ISPs tend to be rotten from the inside out. You know when you call them and it's a mess to get any help, and you inevitably get stuck explaining your basic problem 3+ times to someone who thinks wifi is magic? Yeah, it's not any better when you're an employee of those companies.


Only a few months ago did Verizon misconfigure their BGP causing a big outage. Now imagine they need to have different routing for different states. It seems like they're too incompetent to manage to best standards now, so how could we trust them to do any better? We should've considered them dumb pipes from the beginning.


Remember that time.. a few minutes ago when Verizon configured BGP correctly and nothing happened? And yesterday and the day before and the day before that, too? No? I didn’t think so.
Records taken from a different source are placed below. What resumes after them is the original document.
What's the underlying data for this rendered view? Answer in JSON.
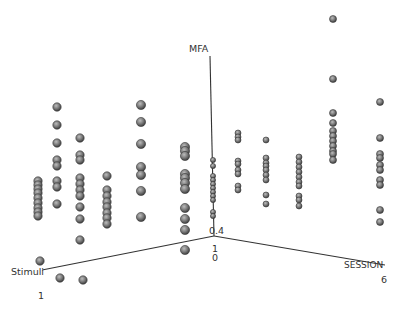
{
  "chart_data": {
    "type": "scatter",
    "subtype": "3d",
    "title": "",
    "axes": {
      "z": {
        "label": "MFA",
        "tick_min": "0.4"
      },
      "x": {
        "label": "Stimuli",
        "tick_min": "1"
      },
      "y": {
        "label": "SESSION",
        "tick_min": "0",
        "tick_max": "6"
      },
      "origin_extra_tick": "1"
    },
    "grid": false,
    "legend": null,
    "marker": {
      "color": "#7a7a7a",
      "edge": "#3a3a3a"
    },
    "columns_px": [
      {
        "x": 38,
        "y": [
          181,
          185,
          189,
          193,
          198,
          203,
          208,
          212,
          216
        ]
      },
      {
        "x": 57,
        "y": [
          107,
          125,
          143,
          160,
          166,
          181,
          187,
          204
        ]
      },
      {
        "x": 80,
        "y": [
          138,
          155,
          160,
          178,
          184,
          190,
          196,
          207,
          219,
          240
        ]
      },
      {
        "x": 107,
        "y": [
          176,
          190,
          196,
          202,
          207,
          213,
          218,
          224
        ]
      },
      {
        "x": 141,
        "y": [
          105,
          122,
          144,
          167,
          175,
          191,
          217
        ]
      },
      {
        "x": 185,
        "y": [
          147,
          151,
          156,
          174,
          178,
          183,
          189,
          208,
          219,
          230,
          250
        ]
      },
      {
        "x": 213,
        "y": [
          160,
          166,
          176,
          180,
          184,
          188,
          192,
          196,
          200,
          212,
          216
        ]
      },
      {
        "x": 238,
        "y": [
          133,
          137,
          140,
          161,
          164,
          170,
          174,
          186,
          190
        ]
      },
      {
        "x": 266,
        "y": [
          140,
          158,
          163,
          166,
          170,
          175,
          180,
          195,
          204
        ]
      },
      {
        "x": 299,
        "y": [
          157,
          162,
          167,
          172,
          177,
          182,
          186,
          196,
          200,
          206
        ]
      },
      {
        "x": 333,
        "y": [
          19,
          79,
          113,
          123,
          131,
          136,
          141,
          146,
          151,
          154,
          160
        ]
      },
      {
        "x": 380,
        "y": [
          102,
          138,
          154,
          158,
          165,
          170,
          180,
          185,
          210,
          222
        ]
      },
      {
        "x": 40,
        "y": [
          261
        ]
      },
      {
        "x": 60,
        "y": [
          278
        ]
      },
      {
        "x": 83,
        "y": [
          280
        ]
      }
    ],
    "sizes_px": {
      "near": 4.2,
      "mid": 3.5,
      "far": 3
    }
  },
  "labels": {
    "mfa": "MFA",
    "stimuli": "Stimuli",
    "session": "SESSION",
    "origin_04": "0.4",
    "origin_1": "1",
    "origin_0": "0",
    "stimuli_1": "1",
    "session_6": "6"
  }
}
If an ISP is indeed too incompetent to manage two configurations, nothing is stopping them from deploying the State B config everywhere, as if there were nationwide net neutrality.


This just mean that they will likely make mistakes. They can obviously configure their BGP just fine most of the times.


> The ISPs create two (or mor) versions of their packages that they can offer/operate in different states - this would be quite expensive (and I suspect in some cases quite difficult too)

I don't think this is really the case. ISP services are already very geographically fragmented since they involves so much local infrastructure. Users also (mostly) stay within state lines. Lots of ISPs already offer different pricing plans and features based on location. And there are tons of them which only operate within a specific region in the first place.